Bring Back Restaurant Chairs

Not long ago, I blogged about the demise of the china plate in our bars and restaurants. Replaced by everything from slate, wood and stone, food is even served on shovels and in baseball caps these days! Well, the same is happening to furnishings.


Why has the ordinary, common or garden chair with four legs, a seat and a back gone out of fashion in our eateries?  Suddenly, there are beanbags, salvaged church pews, beer barrels, bicycle saddles, deckchairs, school benches, and car and subway seats infesting the UK's restaurants and pubs. Why do I want to sit on any of these? They are not dining chairs, they are not comfortable, they are not the right height for a table and not, especially the beanbag and the deckchair an aid to digestion. Yet at every trip to a restaurant of late, I am presented with some new curiosity to sit on, or should I say, 'squat 'on.


Equally, do I want to sit at a modified Singer sewing machine on which my super food salad has been perched? My knees pressed against the ironwork logo and my feet jammed under the pedals of the artfully distressed Singer table. What about the Gloucestershire cafe offering customers the comfort of a straw bale on which to enjoy the sensation of prickles sticking into your bottom. I told my wife not to wear that tweed skirt! Or what about the delight of a little enamel milking stool bought in bulk from a Shrewsbury junk shop?


So let's eat at the bar instead, despite making the restaurant booking three weeks ago and having to wait on the automated booking line for 20 minutes, listening to Handel's water-music. Well, any women will tell you about how undignified it is sitting on a high stool at a bar, balancing a handbag on the lap, legs dangling in the air and eating spaghetti carbonara.

I just want an ordinary chair. It doesn't have to be expensive, nor grand, just normal, sensible and fit for purpose. While some may commend restaurateurs for their ingenuity and keeping vintage shops and car booters in business, I might enjoy my banoffee pie more if I wasn't distracted by a rusty nail and a splinter from an Evesham fruit crate poking into my thigh.


Thanks to Laura Freeman for sharing her London experience.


PROMPT>
The line with "List all visible" marks the first line to copy, and the line with "Localize each UI" marks the last. Transcribe that stretch of the data below exactly, without pictures.

EXCERPTED DATA>
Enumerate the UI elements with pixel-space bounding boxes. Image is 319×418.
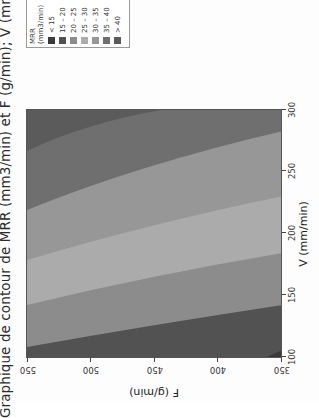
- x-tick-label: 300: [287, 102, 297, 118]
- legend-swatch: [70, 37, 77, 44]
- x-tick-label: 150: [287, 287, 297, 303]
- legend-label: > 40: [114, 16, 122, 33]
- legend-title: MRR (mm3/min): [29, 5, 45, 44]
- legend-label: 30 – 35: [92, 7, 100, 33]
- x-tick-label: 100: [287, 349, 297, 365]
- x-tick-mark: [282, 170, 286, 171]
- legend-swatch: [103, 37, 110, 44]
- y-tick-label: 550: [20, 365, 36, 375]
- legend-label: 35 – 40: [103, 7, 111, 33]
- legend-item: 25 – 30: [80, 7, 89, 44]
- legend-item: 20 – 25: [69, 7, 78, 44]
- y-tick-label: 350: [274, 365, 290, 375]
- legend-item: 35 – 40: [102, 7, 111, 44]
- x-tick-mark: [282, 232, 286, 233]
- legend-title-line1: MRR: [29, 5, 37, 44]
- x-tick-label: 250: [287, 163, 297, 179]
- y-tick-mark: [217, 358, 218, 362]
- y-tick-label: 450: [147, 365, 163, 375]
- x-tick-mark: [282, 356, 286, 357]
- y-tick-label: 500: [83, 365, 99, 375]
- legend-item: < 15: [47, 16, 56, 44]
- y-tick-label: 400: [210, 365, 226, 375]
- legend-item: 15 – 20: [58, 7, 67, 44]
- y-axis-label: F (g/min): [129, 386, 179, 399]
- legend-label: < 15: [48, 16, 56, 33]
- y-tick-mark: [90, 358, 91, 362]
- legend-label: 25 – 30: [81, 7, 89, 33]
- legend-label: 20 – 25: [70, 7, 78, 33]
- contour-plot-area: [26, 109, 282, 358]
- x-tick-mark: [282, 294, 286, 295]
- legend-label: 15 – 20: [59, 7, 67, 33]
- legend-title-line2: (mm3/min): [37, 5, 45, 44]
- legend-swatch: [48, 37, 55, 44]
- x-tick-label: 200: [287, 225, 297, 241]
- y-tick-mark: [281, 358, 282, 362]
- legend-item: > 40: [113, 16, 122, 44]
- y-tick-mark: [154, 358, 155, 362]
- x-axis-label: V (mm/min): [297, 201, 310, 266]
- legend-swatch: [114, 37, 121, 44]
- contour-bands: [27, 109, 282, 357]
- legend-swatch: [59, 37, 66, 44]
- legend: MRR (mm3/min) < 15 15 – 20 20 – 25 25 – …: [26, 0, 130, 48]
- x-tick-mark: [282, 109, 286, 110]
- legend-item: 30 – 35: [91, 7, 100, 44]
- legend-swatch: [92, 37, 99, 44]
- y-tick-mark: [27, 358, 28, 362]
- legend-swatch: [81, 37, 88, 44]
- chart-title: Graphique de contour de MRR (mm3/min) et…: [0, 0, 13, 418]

==

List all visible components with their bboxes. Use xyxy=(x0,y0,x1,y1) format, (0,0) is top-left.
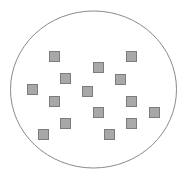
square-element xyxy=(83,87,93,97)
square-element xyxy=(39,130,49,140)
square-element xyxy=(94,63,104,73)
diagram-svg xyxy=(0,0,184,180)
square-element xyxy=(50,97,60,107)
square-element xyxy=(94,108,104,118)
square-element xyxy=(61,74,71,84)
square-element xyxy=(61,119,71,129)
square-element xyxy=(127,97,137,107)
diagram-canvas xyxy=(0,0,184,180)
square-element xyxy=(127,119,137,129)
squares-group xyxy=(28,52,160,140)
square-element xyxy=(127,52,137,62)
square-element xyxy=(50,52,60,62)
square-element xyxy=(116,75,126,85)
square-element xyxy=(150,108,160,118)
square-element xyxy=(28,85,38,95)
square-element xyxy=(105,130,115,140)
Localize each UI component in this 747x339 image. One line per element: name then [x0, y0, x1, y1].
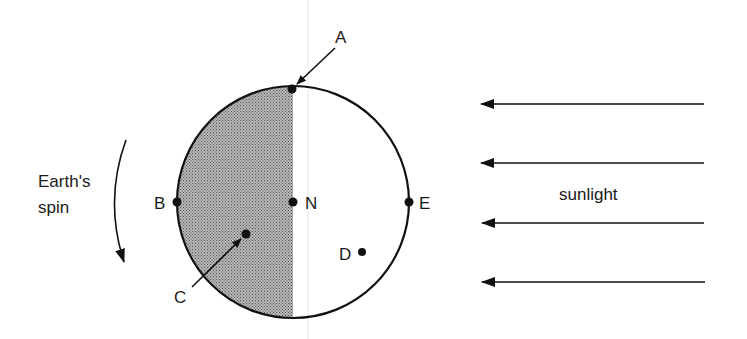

--

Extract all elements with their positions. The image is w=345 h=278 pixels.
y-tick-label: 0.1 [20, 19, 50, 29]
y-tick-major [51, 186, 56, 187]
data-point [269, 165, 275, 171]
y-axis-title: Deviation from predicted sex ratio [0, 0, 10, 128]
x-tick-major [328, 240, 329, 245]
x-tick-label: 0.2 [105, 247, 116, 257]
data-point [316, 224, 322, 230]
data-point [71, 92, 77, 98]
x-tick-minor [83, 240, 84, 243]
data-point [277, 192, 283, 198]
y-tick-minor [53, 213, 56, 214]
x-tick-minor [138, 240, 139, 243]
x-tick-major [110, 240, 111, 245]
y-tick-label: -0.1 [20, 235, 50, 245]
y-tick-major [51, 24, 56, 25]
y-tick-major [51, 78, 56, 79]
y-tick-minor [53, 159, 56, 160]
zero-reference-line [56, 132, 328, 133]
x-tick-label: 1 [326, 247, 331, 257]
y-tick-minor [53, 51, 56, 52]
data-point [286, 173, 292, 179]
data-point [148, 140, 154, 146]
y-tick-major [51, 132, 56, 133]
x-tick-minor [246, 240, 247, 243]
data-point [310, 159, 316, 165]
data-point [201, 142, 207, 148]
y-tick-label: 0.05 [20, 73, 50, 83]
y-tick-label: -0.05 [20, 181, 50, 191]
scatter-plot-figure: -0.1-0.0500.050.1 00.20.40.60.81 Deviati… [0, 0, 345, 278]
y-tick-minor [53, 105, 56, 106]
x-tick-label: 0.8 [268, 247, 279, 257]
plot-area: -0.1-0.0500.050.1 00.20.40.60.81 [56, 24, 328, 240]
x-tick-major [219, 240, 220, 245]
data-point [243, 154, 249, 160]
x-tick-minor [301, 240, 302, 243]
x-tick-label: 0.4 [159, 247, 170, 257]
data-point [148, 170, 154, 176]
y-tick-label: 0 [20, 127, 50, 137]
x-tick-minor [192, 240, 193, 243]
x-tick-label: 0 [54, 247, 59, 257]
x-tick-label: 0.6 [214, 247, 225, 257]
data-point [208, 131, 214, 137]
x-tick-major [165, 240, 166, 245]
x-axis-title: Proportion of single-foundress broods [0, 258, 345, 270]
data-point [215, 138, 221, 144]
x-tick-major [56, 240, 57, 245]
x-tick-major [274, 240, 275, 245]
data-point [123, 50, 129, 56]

TASK ANSWER>
List all visible components with their bboxes. Use xyxy=(x0,y0,x1,y1) format, (0,0) is top-left.
square-element xyxy=(83,87,93,97)
square-element xyxy=(39,130,49,140)
square-element xyxy=(94,63,104,73)
diagram-svg xyxy=(0,0,184,180)
square-element xyxy=(50,97,60,107)
square-element xyxy=(94,108,104,118)
square-element xyxy=(61,74,71,84)
square-element xyxy=(61,119,71,129)
square-element xyxy=(127,97,137,107)
diagram-canvas xyxy=(0,0,184,180)
square-element xyxy=(127,119,137,129)
squares-group xyxy=(28,52,160,140)
square-element xyxy=(127,52,137,62)
square-element xyxy=(50,52,60,62)
square-element xyxy=(116,75,126,85)
square-element xyxy=(150,108,160,118)
square-element xyxy=(28,85,38,95)
square-element xyxy=(105,130,115,140)
Localize each UI component in this 747x339 image. One line per element: name then [x0, y0, x1, y1].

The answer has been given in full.